From Dave Winer’s influential Scripting News



We don’t get no respect from Google, we don’t get no respect from the EFF, but we do get respect, tons of it, from Rupert Murdoch. Now who do you think gets it, the tech industry, or…? Heh. My bet is, I hope, clear. The techies have an inflated sense of self-importance.


The information system of the WORLD is changing, Murdoch sees that, and sees himself as an immigrant (all of us who were reared in the centralized information system of the 20th century are), and because of that, understands that he has much to learn.
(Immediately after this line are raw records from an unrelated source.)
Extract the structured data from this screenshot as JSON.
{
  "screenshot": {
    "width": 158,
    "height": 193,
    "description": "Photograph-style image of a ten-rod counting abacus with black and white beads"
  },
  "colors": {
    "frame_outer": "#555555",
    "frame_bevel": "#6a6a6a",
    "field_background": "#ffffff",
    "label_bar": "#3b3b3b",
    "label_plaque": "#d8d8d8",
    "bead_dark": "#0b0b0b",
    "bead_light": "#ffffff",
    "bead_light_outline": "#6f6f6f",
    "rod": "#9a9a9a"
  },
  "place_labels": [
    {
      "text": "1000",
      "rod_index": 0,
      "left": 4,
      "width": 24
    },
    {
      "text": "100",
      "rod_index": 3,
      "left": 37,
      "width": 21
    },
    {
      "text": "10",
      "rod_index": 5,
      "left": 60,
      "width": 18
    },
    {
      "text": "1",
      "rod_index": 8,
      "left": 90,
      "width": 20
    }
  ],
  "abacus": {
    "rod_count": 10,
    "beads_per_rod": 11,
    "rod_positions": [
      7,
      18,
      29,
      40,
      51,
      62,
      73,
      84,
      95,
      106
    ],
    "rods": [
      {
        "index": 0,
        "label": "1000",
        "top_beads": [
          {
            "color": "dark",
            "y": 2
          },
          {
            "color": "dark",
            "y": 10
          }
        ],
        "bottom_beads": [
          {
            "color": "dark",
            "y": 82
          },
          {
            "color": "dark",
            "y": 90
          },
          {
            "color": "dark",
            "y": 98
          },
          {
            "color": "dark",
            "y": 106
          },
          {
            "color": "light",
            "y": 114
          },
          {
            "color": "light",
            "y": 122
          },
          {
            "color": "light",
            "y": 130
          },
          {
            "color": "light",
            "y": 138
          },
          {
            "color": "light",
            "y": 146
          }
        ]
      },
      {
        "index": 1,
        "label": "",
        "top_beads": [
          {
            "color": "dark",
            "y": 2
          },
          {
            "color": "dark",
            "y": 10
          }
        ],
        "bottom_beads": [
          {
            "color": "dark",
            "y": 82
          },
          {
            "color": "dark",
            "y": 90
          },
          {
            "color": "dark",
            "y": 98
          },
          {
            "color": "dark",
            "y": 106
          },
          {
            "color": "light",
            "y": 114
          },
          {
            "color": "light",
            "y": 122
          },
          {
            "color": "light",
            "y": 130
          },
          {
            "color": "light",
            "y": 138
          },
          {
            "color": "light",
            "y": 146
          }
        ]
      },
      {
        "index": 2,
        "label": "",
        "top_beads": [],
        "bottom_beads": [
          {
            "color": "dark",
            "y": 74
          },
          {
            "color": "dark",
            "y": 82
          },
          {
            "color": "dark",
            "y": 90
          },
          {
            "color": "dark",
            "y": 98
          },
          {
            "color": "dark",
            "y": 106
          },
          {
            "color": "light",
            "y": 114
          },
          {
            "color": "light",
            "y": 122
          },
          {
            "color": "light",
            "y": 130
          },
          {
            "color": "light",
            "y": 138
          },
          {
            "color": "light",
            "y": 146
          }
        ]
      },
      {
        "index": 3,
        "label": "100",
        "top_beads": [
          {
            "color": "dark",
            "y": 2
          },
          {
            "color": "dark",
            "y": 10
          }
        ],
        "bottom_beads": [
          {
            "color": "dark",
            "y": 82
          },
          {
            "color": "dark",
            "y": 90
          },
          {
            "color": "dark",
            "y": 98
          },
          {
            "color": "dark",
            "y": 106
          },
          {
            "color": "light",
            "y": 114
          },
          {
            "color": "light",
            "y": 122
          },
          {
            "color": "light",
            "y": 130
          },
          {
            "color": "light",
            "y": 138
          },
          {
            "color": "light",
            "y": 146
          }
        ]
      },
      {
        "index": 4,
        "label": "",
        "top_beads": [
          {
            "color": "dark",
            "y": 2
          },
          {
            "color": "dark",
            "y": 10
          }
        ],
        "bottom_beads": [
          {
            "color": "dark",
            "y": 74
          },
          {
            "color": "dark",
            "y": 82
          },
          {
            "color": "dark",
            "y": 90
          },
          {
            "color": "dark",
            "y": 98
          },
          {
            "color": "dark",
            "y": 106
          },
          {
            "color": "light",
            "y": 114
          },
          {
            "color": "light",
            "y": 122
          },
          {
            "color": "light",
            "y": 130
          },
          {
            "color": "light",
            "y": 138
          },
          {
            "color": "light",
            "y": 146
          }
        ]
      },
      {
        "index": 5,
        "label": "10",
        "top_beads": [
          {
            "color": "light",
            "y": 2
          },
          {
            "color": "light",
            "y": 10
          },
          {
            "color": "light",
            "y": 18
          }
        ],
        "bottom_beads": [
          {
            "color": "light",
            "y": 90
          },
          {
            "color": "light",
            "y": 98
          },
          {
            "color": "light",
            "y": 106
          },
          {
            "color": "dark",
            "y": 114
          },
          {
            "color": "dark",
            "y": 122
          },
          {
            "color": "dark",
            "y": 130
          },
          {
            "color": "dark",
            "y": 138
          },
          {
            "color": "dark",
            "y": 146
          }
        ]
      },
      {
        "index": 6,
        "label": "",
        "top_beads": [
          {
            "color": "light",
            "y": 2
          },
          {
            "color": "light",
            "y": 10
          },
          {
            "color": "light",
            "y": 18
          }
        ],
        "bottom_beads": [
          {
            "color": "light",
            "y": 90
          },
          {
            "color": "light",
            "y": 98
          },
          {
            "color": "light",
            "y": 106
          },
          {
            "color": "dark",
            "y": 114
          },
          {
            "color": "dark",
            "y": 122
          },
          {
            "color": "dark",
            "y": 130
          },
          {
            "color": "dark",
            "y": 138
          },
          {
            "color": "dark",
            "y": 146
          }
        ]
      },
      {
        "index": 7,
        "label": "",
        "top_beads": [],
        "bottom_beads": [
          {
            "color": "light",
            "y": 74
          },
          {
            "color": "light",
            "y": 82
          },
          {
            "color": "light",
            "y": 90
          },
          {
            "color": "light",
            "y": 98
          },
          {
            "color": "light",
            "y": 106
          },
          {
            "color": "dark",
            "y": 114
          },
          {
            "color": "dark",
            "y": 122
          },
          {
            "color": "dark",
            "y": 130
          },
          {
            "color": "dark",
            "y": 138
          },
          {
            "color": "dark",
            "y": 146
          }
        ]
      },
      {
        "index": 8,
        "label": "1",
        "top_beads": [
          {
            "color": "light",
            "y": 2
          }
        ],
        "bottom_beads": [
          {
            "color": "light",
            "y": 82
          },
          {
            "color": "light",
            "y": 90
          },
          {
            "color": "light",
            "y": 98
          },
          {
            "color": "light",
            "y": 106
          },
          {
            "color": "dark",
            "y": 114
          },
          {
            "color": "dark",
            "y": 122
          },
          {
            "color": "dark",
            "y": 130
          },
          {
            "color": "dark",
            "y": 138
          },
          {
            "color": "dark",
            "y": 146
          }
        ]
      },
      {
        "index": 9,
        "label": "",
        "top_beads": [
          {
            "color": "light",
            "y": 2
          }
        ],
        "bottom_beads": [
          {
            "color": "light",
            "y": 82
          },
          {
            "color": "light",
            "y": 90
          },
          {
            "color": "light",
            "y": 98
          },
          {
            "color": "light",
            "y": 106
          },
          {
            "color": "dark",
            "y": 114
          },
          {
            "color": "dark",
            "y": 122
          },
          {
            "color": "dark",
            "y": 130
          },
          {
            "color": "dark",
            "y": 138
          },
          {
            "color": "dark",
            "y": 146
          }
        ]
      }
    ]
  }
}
The young minds of the tech industry aren’t young enough to be rooted in the transition, or old enough to get that a transition is taking place, and that they are building on a foundation that’s eroding.


If they were aware, Google would be pushing RSS instead of resisting it, and the EFF would be protecting the integrity of our work, instead of helping Google undermine it.


Specifically, EFF has not spoken out, and indeed seems to support, the noxious Google AutoLink, which rewrites webpages, sticks advertisements on them, and doesn’t pay the webmaster a dime. An odd  stance for an organization devoted to freedom on the Net. 



We have a chance for a revolution, it’s just a chance, Murdoch gets this, so the barriers are probably going up, as we speak. We, the little people, need to work together, now, like we really mean it.